A hot potato: Machine learning algorithms have taken the world by storm, and the world will likely suffer from the increasingly popular generative services available through online subscriptions. For the first time, scientists have calculated how much energy these services need; it’s a lot.

Generative AI services are truly spectacular energy-wasting machines, and AI-based image “creation” is the worst activity possible when it comes to carbon emissions. A recently published research from AI startup Hugging Face and Carnegie Mellon University tries to comprehend the impact of AI systems on the planet, analyzing different activities and generative models.

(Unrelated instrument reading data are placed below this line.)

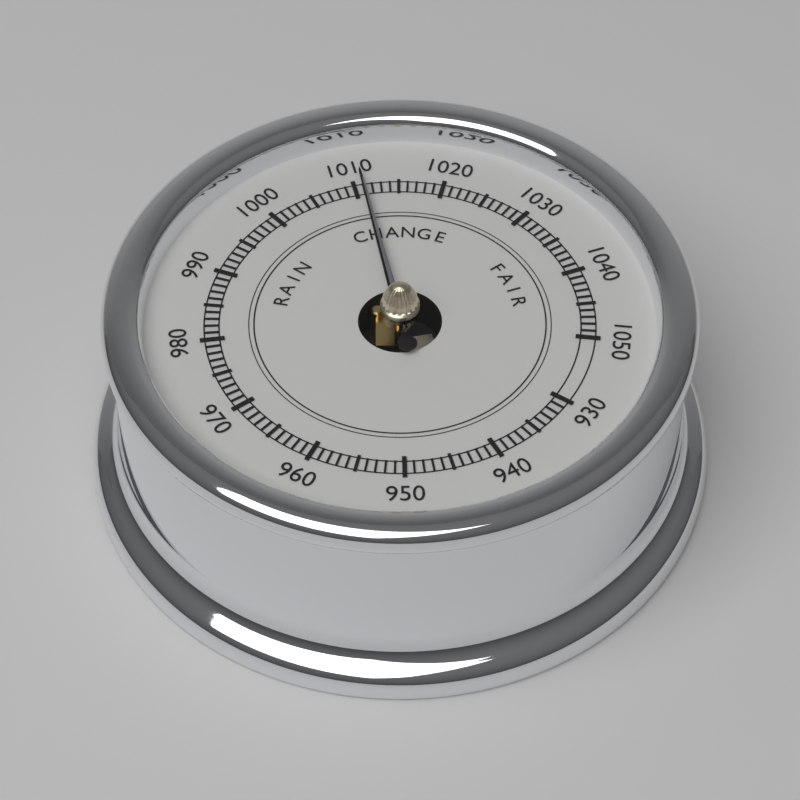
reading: 1011 (no unit)
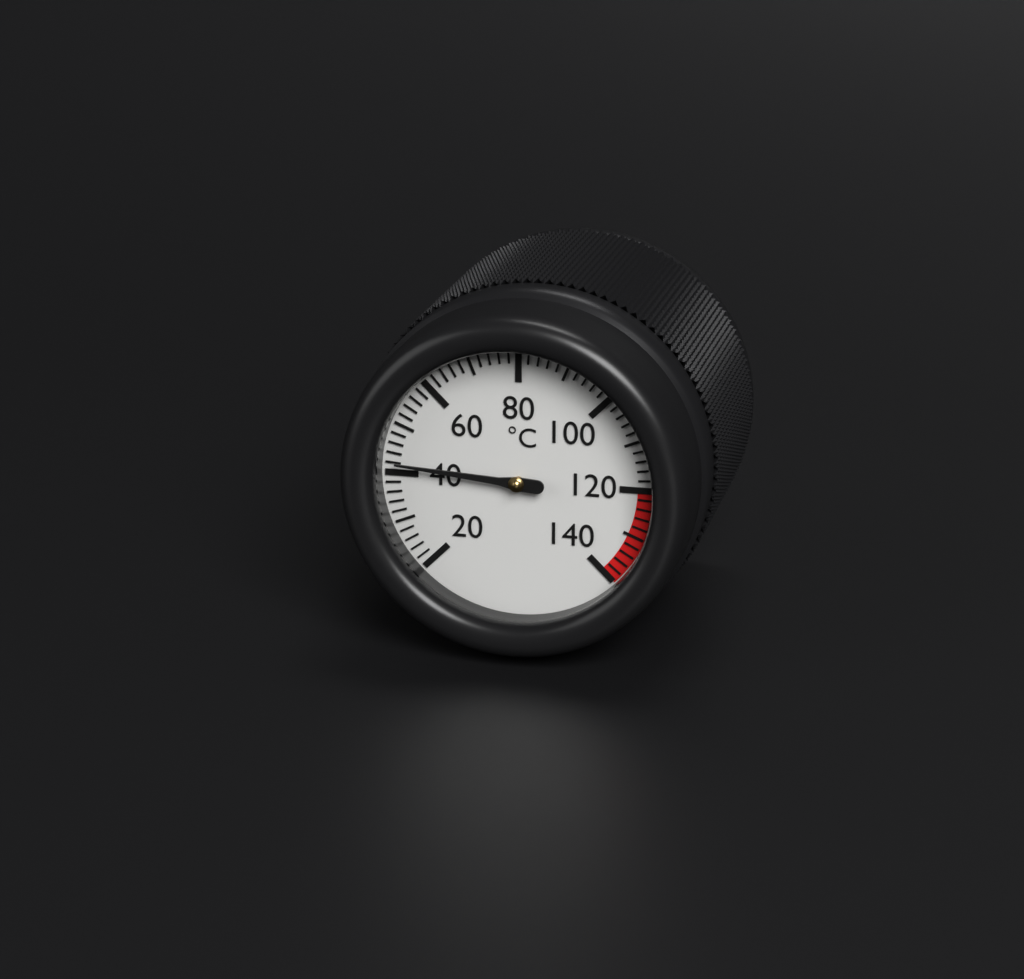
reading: 42 °C
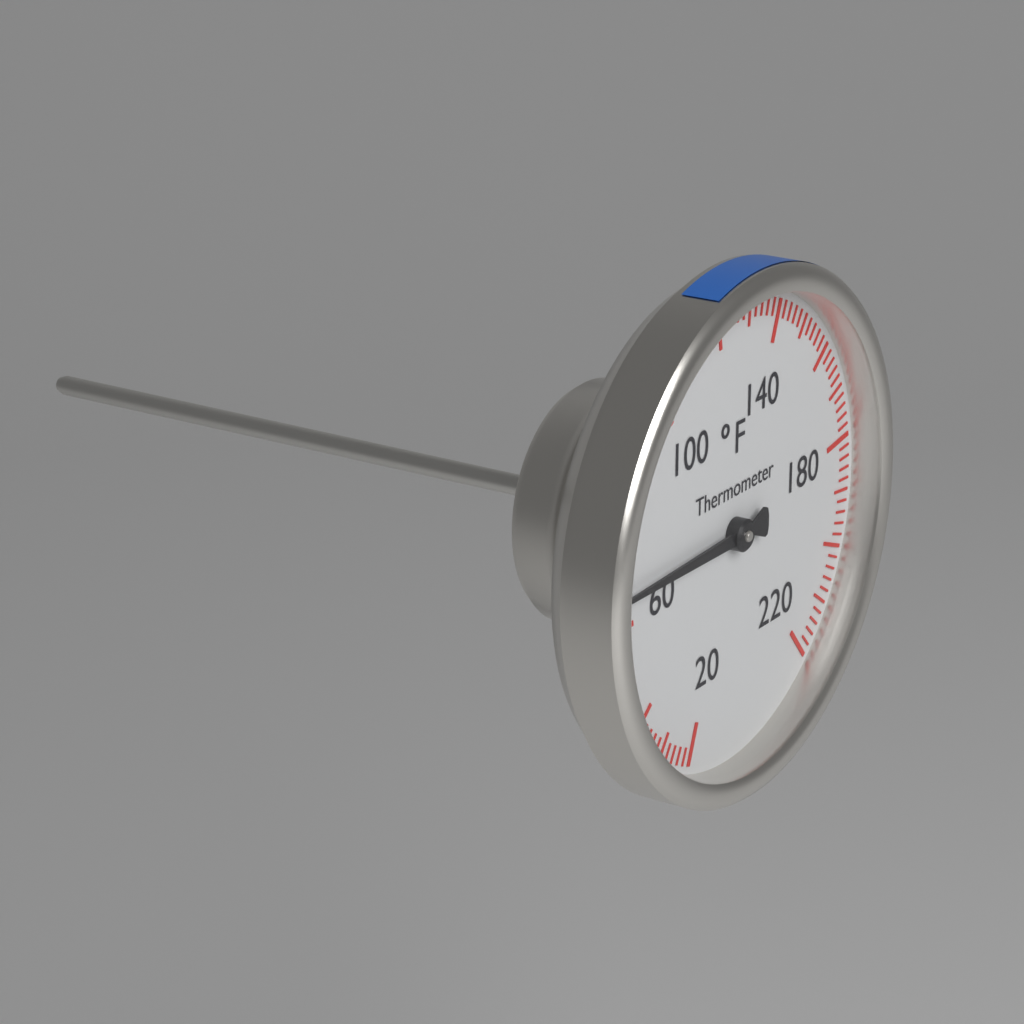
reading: 66 °F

The paper examined the average quantity of carbon emissions produced by AI models for 1,000 queries, finding that generating text is a significantly less-intensive activity compared to image generation. A chatbot answering up to 1,000 queries consumes about 16% of the energy needed for a full smartphone charge, while image generation through a “powerful” AI model can take as much power as a full recharge.

research guide Alexandra Sasha Luccioni said that people think about AI as an “abstract technological entity” that lives on a “cloud,” with no environmental impact whatsoever. The new analysis demonstrates that every time we query an AI model, the computing infrastructure sustaining that model has a substantial cost for the planet.

Luccioni’s team calculated carbon emissions associated with 10 popular AI tasks, using the Hugging Face platform for question answering, text generation, image classification, and more. The scientists developed a tool to measure the energy used by those tasks called Code Carbon, which calculates the power used by a computer running the AI model.

Using a powerful model admire Stable Diffusion XL to create 1,000 images, the research found, causes as much carbon emissions as driving an “average” gasoline-powered car for 4.1 miles. The least carbon-intensive model for text generation was responsible for as much CO2 as driving 0.0006 miles in a similar vehicle.

Using large, complex generative models is a much more energy-intensive affair than employing smaller AI models trained on specific tasks, the research advance explains. Complex models have been trained to do many things at once, therefore they can consume up to 30 times more energy compared to a fine-tuned, task-oriented and simpler model.

The researchers also calculated that day-to-day emissions coming from AI services are significantly higher than the emissions associated with AI model training. Popular generative models admire ChatGPT are used millions of times per day, and they would need just a couple of weeks to exceed the CO2 emissions associated with their training. Vijay Gadepally, a research scientist at the MIT Lincoln lab, said that the companies profiting from AI models must be held responsible for greenhouse emissions.